Goal of the exercise: Copy the records below exactly, from the line containing "The height and width of the screenshot is (532, 798)." through the last line, and leave out every picture.

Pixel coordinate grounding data
····················
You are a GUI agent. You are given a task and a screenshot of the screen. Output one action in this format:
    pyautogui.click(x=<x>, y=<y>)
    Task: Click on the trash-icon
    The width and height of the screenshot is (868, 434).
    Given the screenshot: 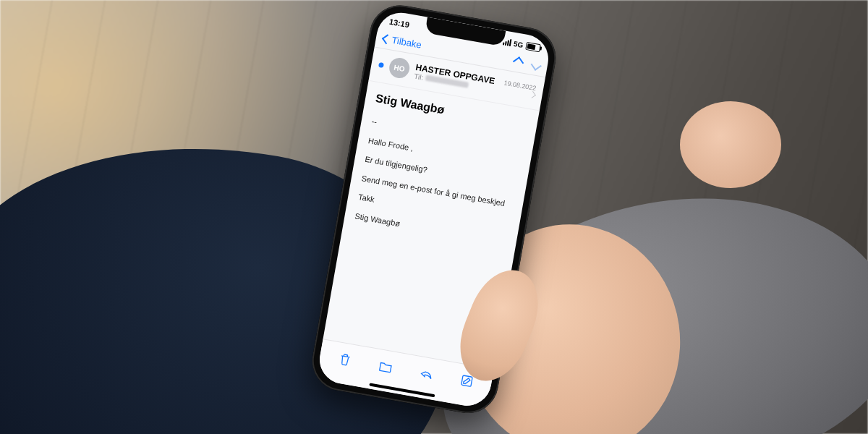 What is the action you would take?
    pyautogui.click(x=344, y=359)
    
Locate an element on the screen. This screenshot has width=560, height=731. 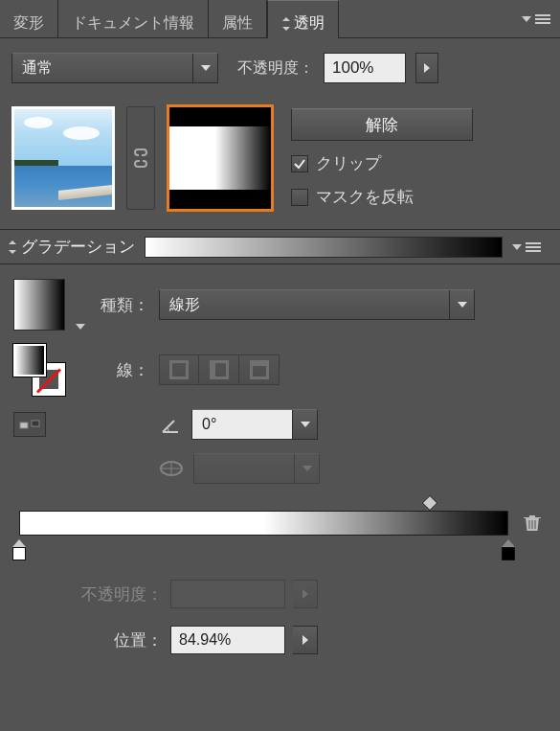
link-icon is located at coordinates (141, 158).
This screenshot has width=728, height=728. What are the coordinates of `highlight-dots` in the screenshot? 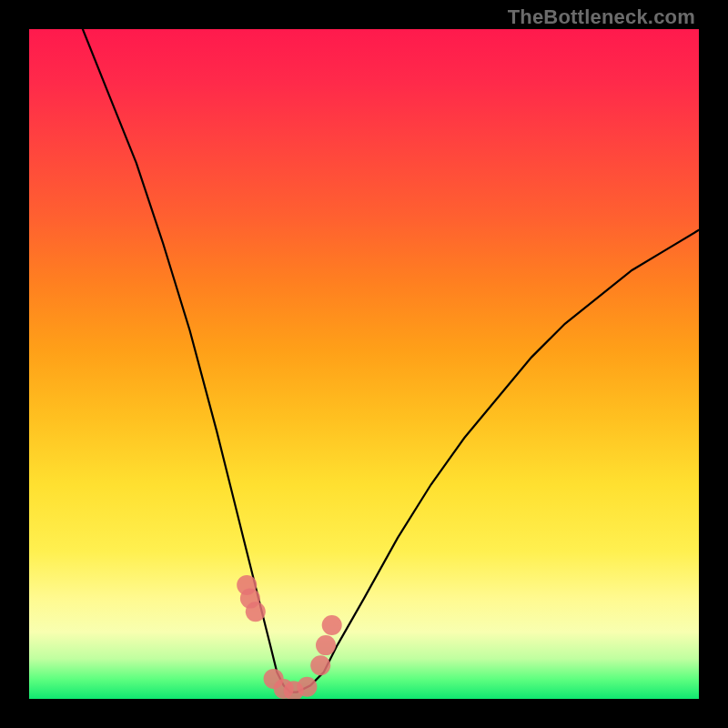 It's located at (289, 637).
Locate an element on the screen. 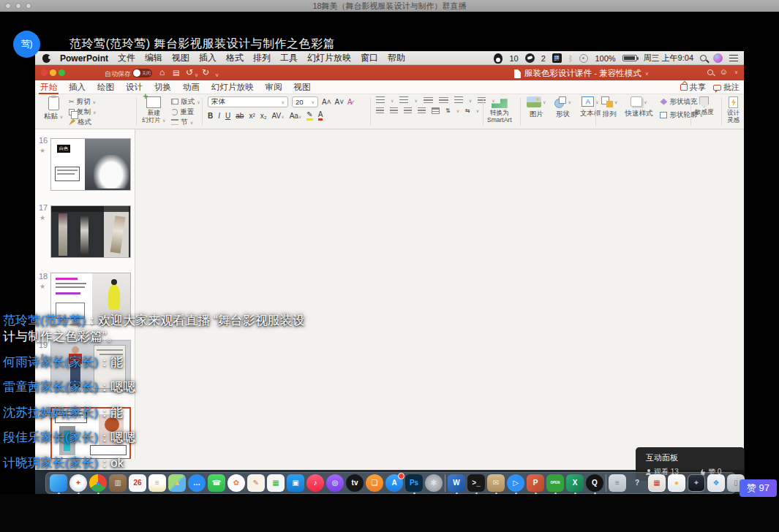  qq: Q is located at coordinates (595, 483).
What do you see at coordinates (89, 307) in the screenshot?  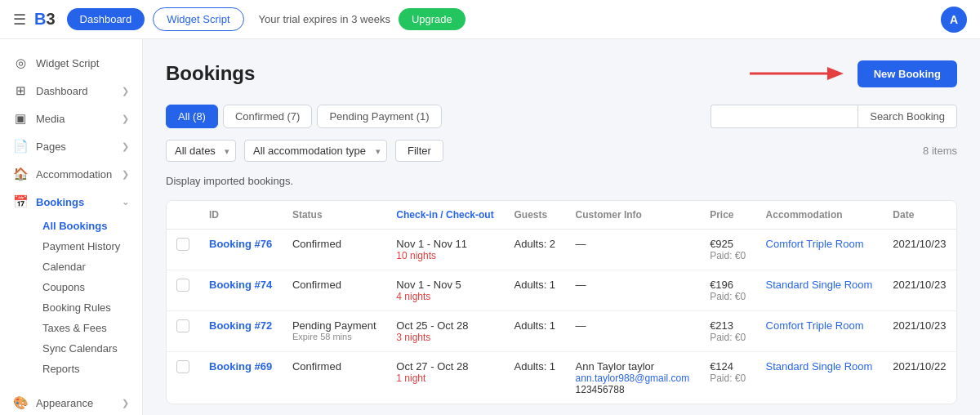 I see `sidebar-sub-booking-rules: Booking Rules` at bounding box center [89, 307].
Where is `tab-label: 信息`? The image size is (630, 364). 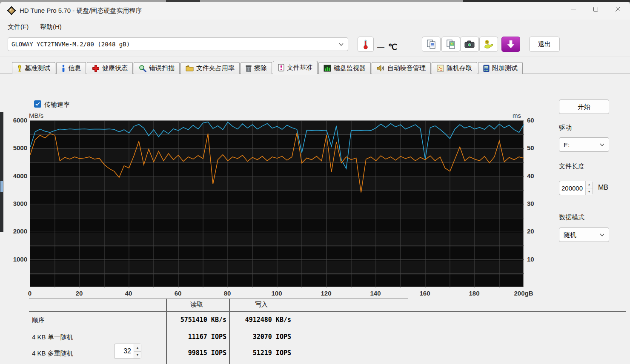
tab-label: 信息 is located at coordinates (74, 68).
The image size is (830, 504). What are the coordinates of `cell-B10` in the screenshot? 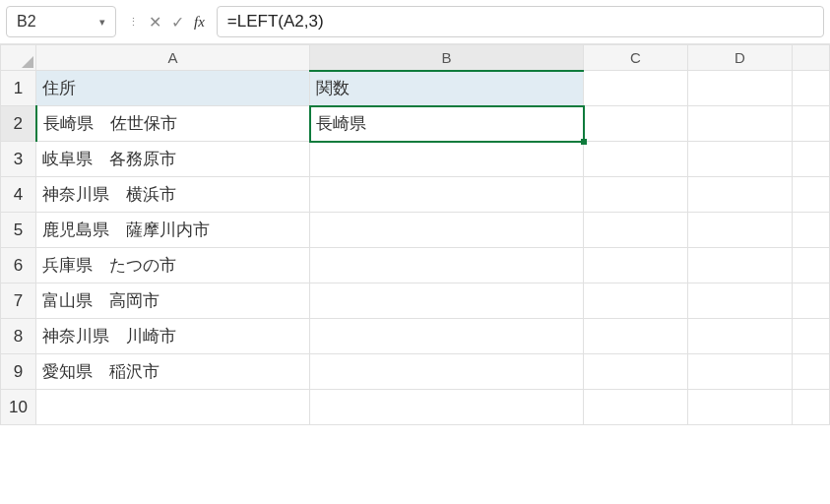 It's located at (447, 408).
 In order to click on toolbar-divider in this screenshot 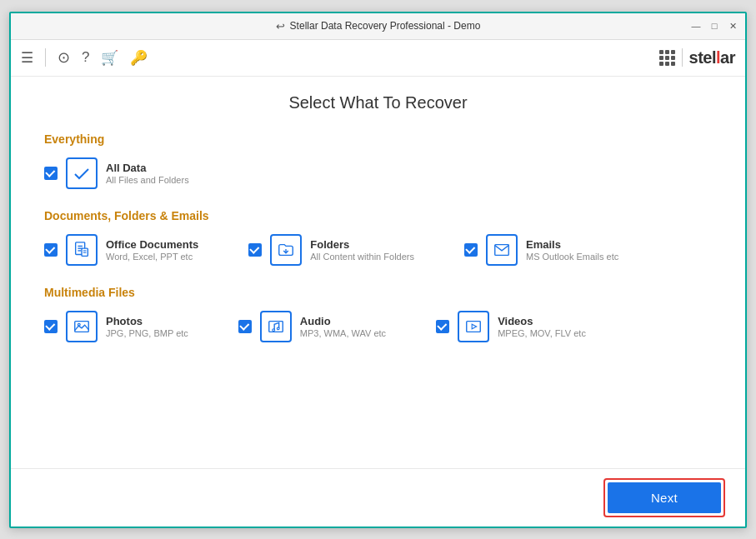, I will do `click(45, 57)`.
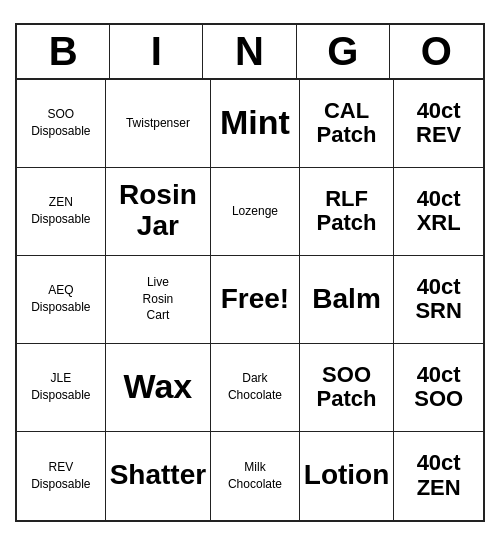  Describe the element at coordinates (347, 123) in the screenshot. I see `cell-text: CAL Patch` at that location.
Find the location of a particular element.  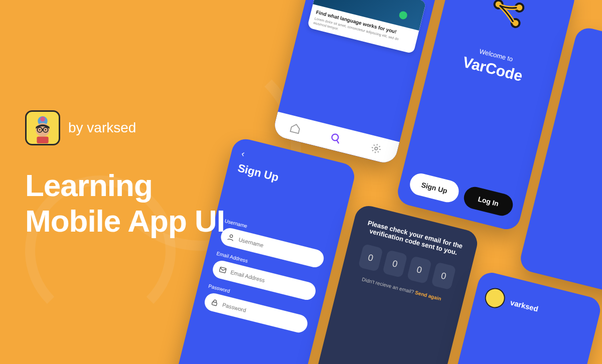

title-line-2: Mobile App UI is located at coordinates (125, 221).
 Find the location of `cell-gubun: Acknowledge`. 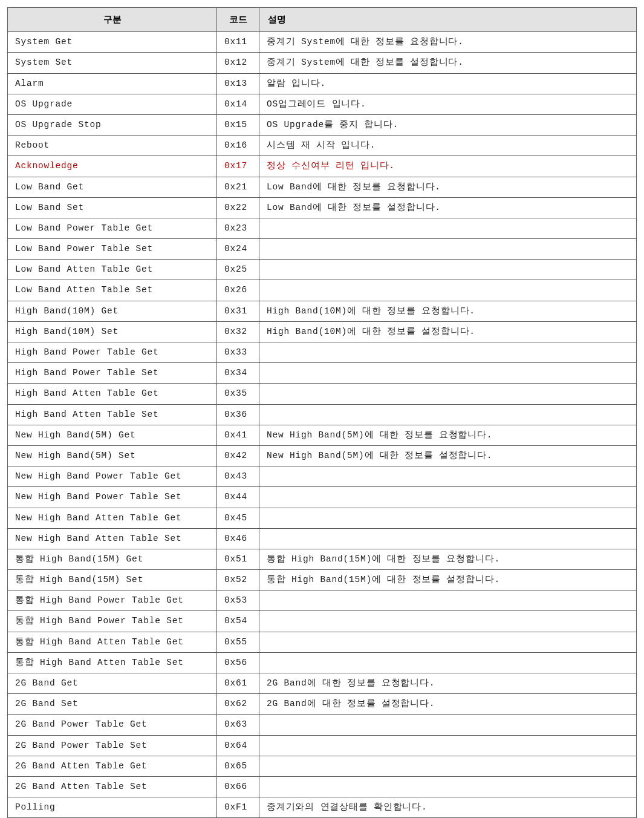

cell-gubun: Acknowledge is located at coordinates (112, 166).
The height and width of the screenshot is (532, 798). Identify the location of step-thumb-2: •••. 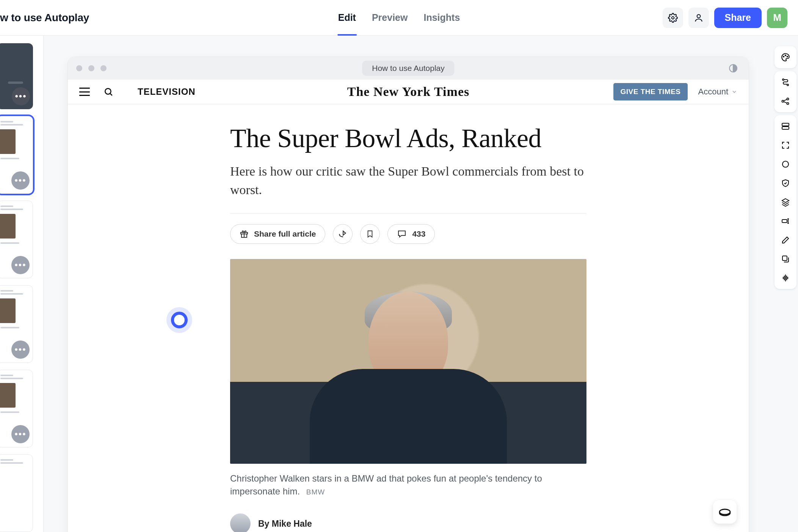
(17, 240).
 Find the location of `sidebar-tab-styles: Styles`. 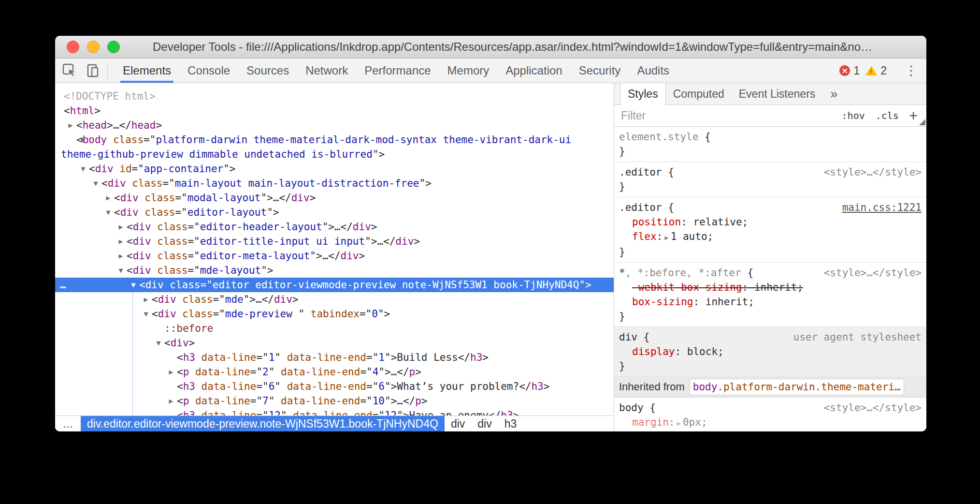

sidebar-tab-styles: Styles is located at coordinates (643, 94).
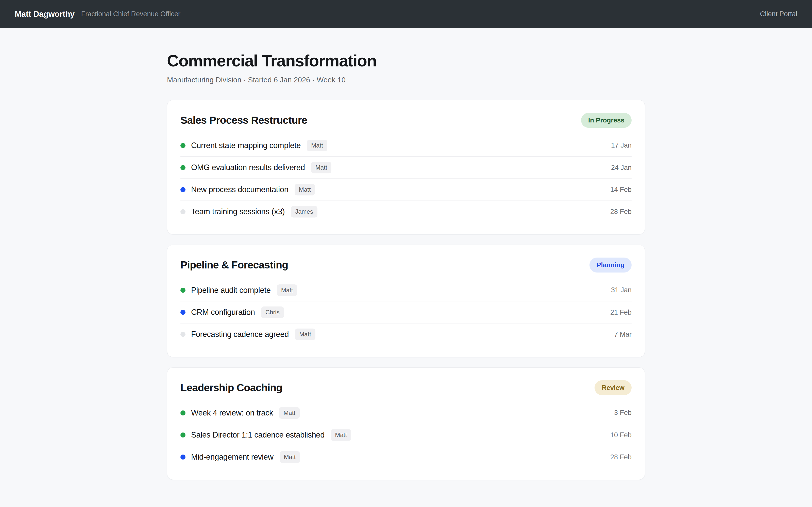 Image resolution: width=812 pixels, height=507 pixels. Describe the element at coordinates (406, 212) in the screenshot. I see `milestone-row: Team training sessions (x3) James 28 Feb` at that location.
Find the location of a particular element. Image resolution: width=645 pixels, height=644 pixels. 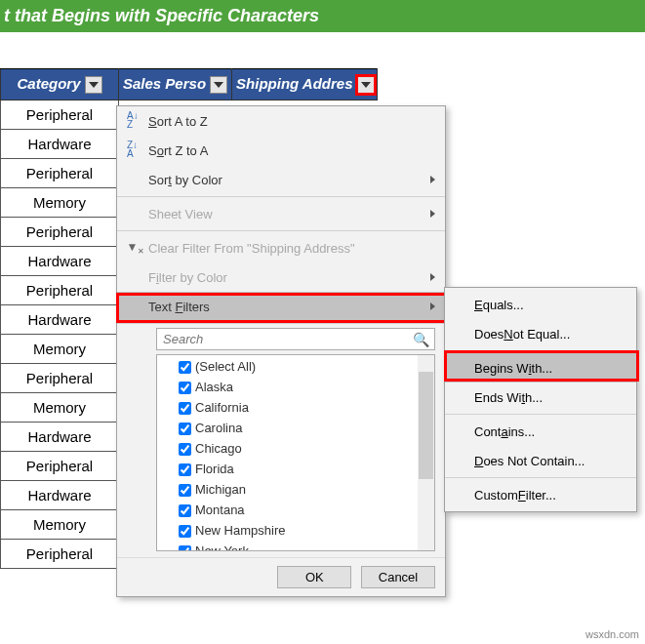

search-wrap: 🔍 is located at coordinates (296, 340).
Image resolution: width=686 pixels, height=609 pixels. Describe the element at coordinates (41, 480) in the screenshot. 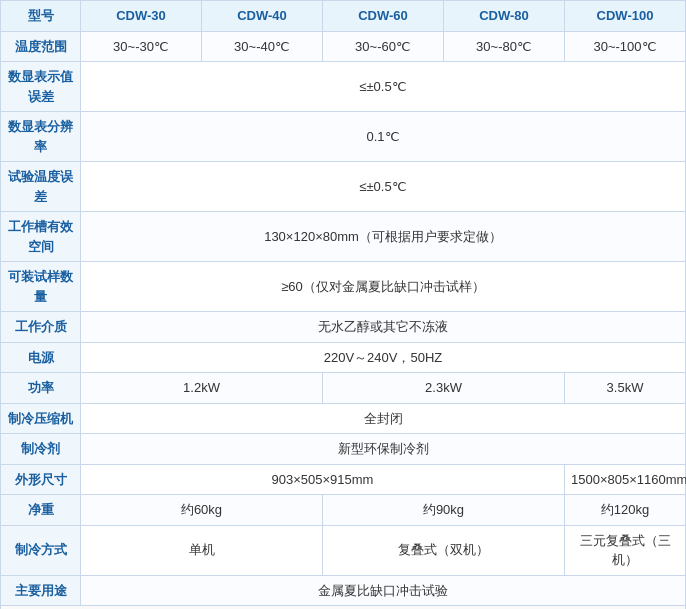

I see `row-label: 外形尺寸` at that location.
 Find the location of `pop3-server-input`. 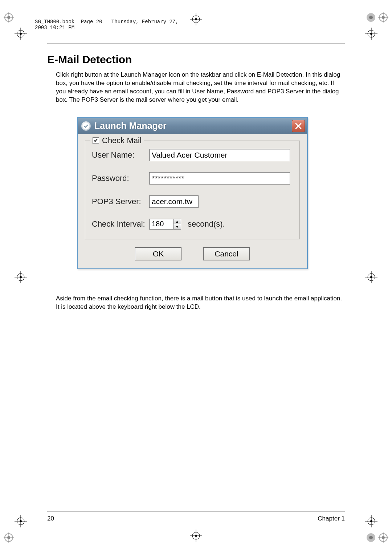

pop3-server-input is located at coordinates (174, 202).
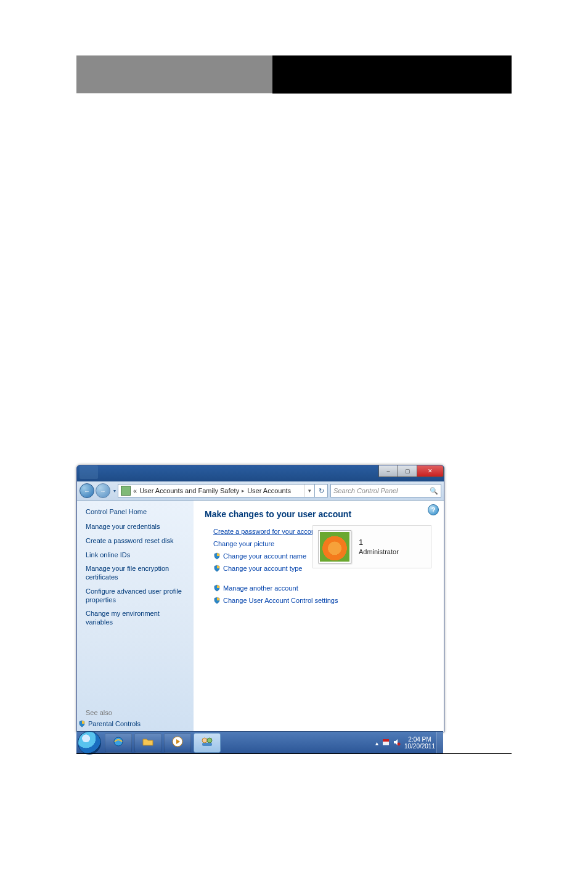 The height and width of the screenshot is (884, 588). I want to click on option-change-uac-settings-label: Change User Account Control settings, so click(281, 600).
····················
Written response:
The height and width of the screenshot is (532, 798). Identify the location of step-thumb-2: •••. 
(17, 240).
 Find the location of `sidebar-tab-styles: Styles`. 

sidebar-tab-styles: Styles is located at coordinates (643, 94).
 Image resolution: width=812 pixels, height=507 pixels. Describe the element at coordinates (406, 212) in the screenshot. I see `milestone-row: Team training sessions (x3) James 28 Feb` at that location.
Find the location of a particular element. Image resolution: width=645 pixels, height=644 pixels. 

search-wrap: 🔍 is located at coordinates (296, 340).
Image resolution: width=686 pixels, height=609 pixels. Describe the element at coordinates (41, 480) in the screenshot. 

I see `row-label: 外形尺寸` at that location.
 Find the location of `pop3-server-input`. 

pop3-server-input is located at coordinates (174, 202).
 The height and width of the screenshot is (884, 588). I want to click on option-change-uac-settings-label: Change User Account Control settings, so click(281, 600).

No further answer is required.